The report added: “A thousand survivors were told they could escape via Zhengyi Lu but were then mown down by specially prepared M/G [machine gun] positions.”
While China has been largely successful at removing the atrocity from public consciousness on the mainland, Hong Kong has commemorated the massacre each year. As Beijing continues to tighten its grip on Hong Kong, however, it is now outlawing memorials in the once-free city.
Authorities have banned the annual vigil in Victoria Park and abruptly closed Hong Kong’s June 4th Museum. Thousands of police are patrolling the streets with instructions to watch for anyone wearing a “black T-shirt, black trousers, with candlelight, or shouting slogans in connection to the June 4 incident.”
Police have already arrested pro-democracy activist Chow Hang Tung, who is vice chairwoman of the Hong Kong Alliance, which organizes annual vigils for victims of the massacre. Chow, who is a lawyer, said, “I am prepared to be arrested. This is how Hong Kong is now. If you fight for democracy under an authoritarian regime, being arrested is unavoidable. Let it come. I am willing to pay the price for fighting for democracy.”
When she was interviewed last month, Chow said, “I will light up a candle in the street. Are you going to arrest me for that?”
Chiu Yan Loy, executive member of the Hong Kong Alliance, said, “She only wanted to go to Victoria Park, light a candle and commemorate,” adding that he believes the arrest is meant to strike fear into anyone planning to attend the vigil.
Tiananmen Mothers, which represents victims’ relatives, issued an appeal to the government to allow for vigils, saying, “We look forward to the day when the CPC [Communist Party of China] and the Chinese government can sincerely and courageously set the record straight and take up their due responsibility for the anti-human 1989 massacre in accordance with the law and the facts.”

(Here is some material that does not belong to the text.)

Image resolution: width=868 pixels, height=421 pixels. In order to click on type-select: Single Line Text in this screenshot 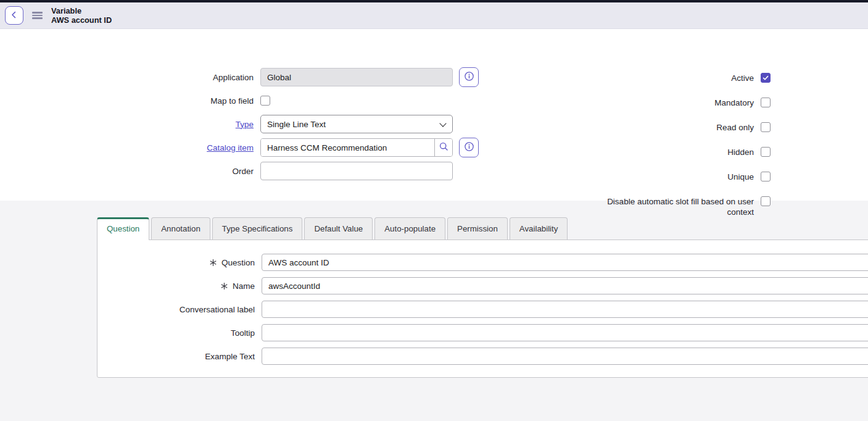, I will do `click(357, 124)`.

That is unlikely to ever happen as the group explained that young Chinese citizens have “grown up in a false sense of prosperous jubilance and enforced glorification of the government (and) have no idea of or refuse to believe what happened on June 4, 1989, in the nation’s capital.”
China’s crackdown on Tiananmen Square memorials is not simply another act of oppression, it is a symbolic crushing of democracy in Hong Kong. It is hard to imagine that Hong Kong will ever return to its former glory as one of the freest cities in the world.

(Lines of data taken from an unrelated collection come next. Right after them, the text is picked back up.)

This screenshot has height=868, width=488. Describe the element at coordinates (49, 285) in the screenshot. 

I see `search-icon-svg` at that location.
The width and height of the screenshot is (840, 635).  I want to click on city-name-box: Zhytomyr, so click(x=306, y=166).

Not only do communist regimes lie to cover up their crimes and errors, but they lie in general. When Great Britain returned Hong Kong to China in 1997, the CCP agreed that the people there would continue to enjoy their long-held political and economic freedoms, but as should surprise no one, the CCP lied. The systematic dismantling of Hong Kong’s civil liberties, government, and autonomy shows that China feels emboldened to do whatever it wants and does not fear any response from the West.
Given China’s resources, population, and military, it is unlikely that the West will be able to do much of anything about China’s oppression of Hong Kong. In fact, besides writing strongly worded statements, current Western leaders seem to have little interest in confronting the CCP. Laughably, China even has a seat on the U.N. Human Rights Council and has bought off the American mainstream media and many American corporations.
If Hong Kong is to regain its freedom, the spark will likely have to ignite from within and it seems that the pro-democracy movement still has many who are willing to suffer for freedom. As Chow Hang Tung said, “This will be the first June 4 since the National Security Law. Many ask if the vigil will disappear. I think we have been persisting for more than 30 years. It is more or less in Hong Kong people’s DNA.”
Many in Hong Kong have been arrested and jailed for standing for freedom, but the movement needs many more to answer the call to courageously and unwaveringly stand — including the governments of the U.S., the U.K., and other pro-freedom nations.